The Revolution Was Televised
September 20, 2012 10:00 am
By: Frankie Williams
What is important in this day and age? Content is fleeting. Divorce rates are high. Jobs are insecure. Conversations are often done remotely, and when done over dinner, tend to be interrupted by texting. Perhaps it’s actually the gadget that is most important — its glow of connection, ongoing distraction, promise of more. But what if that light were to be taken away? What would we ever do with our time? In what direction would we go?
Enter the long-awaited series, Revolution (NBC, Mondays at 10 P.M.), J.J. Abrams’ latest dramatic sci-fi offering created by Erik Kriptke, who brought us Supernatural, which premiered in 2005 on the WB. Revolution‘s premise: what would the world be like void of electricity? In the first few moments, we get a taste — gadgets shut down, airplanes fall from the sky and interstates come to a standstill. And then — poof! — we are 15 years into the future, piecing together the members of the Matheson family amid a dystopic, post-apocalyptic world.
The pilot episode sets up the parameters: we have a family — Charlie, the hot, unflappable 20ish daughter/niece; Danny, her asthmatic younger brother; Maggie, their father’s new girlfriend after their mother died; and uncle Miles, a former military man, who is basically an action figure in the style of Jason Bourne, minus the programming — plus Aaron, the resident dweeby former-tech exec intellectual. After Danny is captured by evil militia men, the others must try to find him and bring him back, revealing a plot full of bandits, warlords and magical secret amulets that transmit electricity.
The Mathesons seem to evade much work on Revolution (and food, for that matter, though Charlie, who is naturally great with a bow and arrow, does fetch some water from an idyllic lake). We glimpse a few people tending to a garden bed (made from a Prius!), but it appears to be the kind of gardening one does for leisure, not survival. Maybe a world without electricity isn’t so bad after all — or not so far from a weekend in the mountains, unplugged and without one’s iPad.
Jon Favreau, a producer of the show, directed the pilot, and he adeptly (if not boringly) treats the content like a Western, but I wonder if Revolution couldn’t benefit a bit more from Favreau’s whimsy and humor (he certainly made us laugh with him in Swingers and at Robert Downey Jr. in Iron Man). As implausible a conceit as Revolution is, it is a compelling one. But for civilization to go black during the heydey of Google (character Aaron, a former Google-exec, once had $80 million in the bank and was probably a Les Savy Fav fan), there seems to be a lack of any real wonder in the world. Perhaps all the ingenuity died off when young creatives, too stubborn to leave the cities, learned that they were destined to perish.
In the Revolution world some propenents of the city are still intact: fashion and vanity still seem to be important (everyone looks great in their well-broken-in leather jackets and boots), and because leisure is apparently abundant, showers are presumably still taken in pastoral lakes, revitalizing shampoo and face moisturizers included. And not only is socializing in old churches still very hip, but Cheesecake Factory-decor is still very much in fashion. But in a world of science fiction, awe needs to trump credibility. Generally, if the devices used to feed the tale are wonderful and insightful, the viewer doesn’t really care if it’s plausible — it is merely one possibility in a world that was not only impossible yesterday, but didn’t exist. This should be Revolution’s biggest goal going forward — if not awe used as the proponent to spin the tale, then insight into the hardships of people in a post-apocalyptic world.
But life in post-apocalyptica doesn’t seem to be all that hard on Revolution, just different and quasi-reminiscent of a day and age when things where done on horses, settled with swords, and “magic” dwelled inside amulets. Piggybacking on the popularity of The Hunger Games will only get you so far before you have to dig down, do some hard work, and actually try to think about what the future might look like.
In the Revolution future, human connection (outside of some vague, corny notions of “family”) matters little more than it does now. Instead, connection is still tied to technology — this time an amulet that makes electricity possible, making computers run again. The most gifted and rare among us have access to a computer and modem.
(Revolution, Season 1, Episode 1 was consumed via Hulu on a 26″ Insginia Flatscreen with Roku box, connected wirelessly to the internet with lots and lots of commercial interruption.)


> **EXERCISE DETAILS**
The records below must be transcribed exactly. Do not include the pictures.

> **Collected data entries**
---
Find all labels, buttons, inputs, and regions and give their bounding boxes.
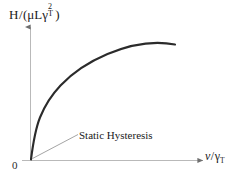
figure-container: H/(μLγ2T) ν/γT 0 Static Hysteresis (0, 0, 236, 186)
origin-label: 0 (12, 160, 18, 171)
x-axis-subscript: T (220, 156, 225, 165)
data-curve-static-hysteresis (31, 43, 175, 160)
y-axis-subscript: T (48, 10, 53, 18)
y-axis-label: H/(μLγ2T) (9, 6, 60, 21)
static-hysteresis-annotation: Static Hysteresis (79, 130, 153, 141)
y-axis-numerator: H (9, 7, 18, 22)
y-axis-gamma-indices: 2T (48, 6, 55, 19)
y-axis-close-paren: ) (55, 7, 59, 22)
plot-canvas (0, 0, 236, 186)
x-axis-label: ν/γT (205, 150, 225, 162)
annotation-leader-line (33, 135, 79, 159)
---
> **SOLUTION TO THIS EXERCISE**
Find all labels, buttons, inputs, and regions and give their bounding boxes.
figure-container: H/(μLγ2T) ν/γT 0 Static Hysteresis (0, 0, 236, 186)
origin-label: 0 (12, 160, 18, 171)
x-axis-subscript: T (220, 156, 225, 165)
data-curve-static-hysteresis (31, 43, 175, 160)
y-axis-subscript: T (48, 10, 53, 18)
y-axis-label: H/(μLγ2T) (9, 6, 60, 21)
static-hysteresis-annotation: Static Hysteresis (79, 130, 153, 141)
y-axis-numerator: H (9, 7, 18, 22)
y-axis-gamma-indices: 2T (48, 6, 55, 19)
y-axis-close-paren: ) (55, 7, 59, 22)
plot-canvas (0, 0, 236, 186)
x-axis-label: ν/γT (205, 150, 225, 162)
annotation-leader-line (33, 135, 79, 159)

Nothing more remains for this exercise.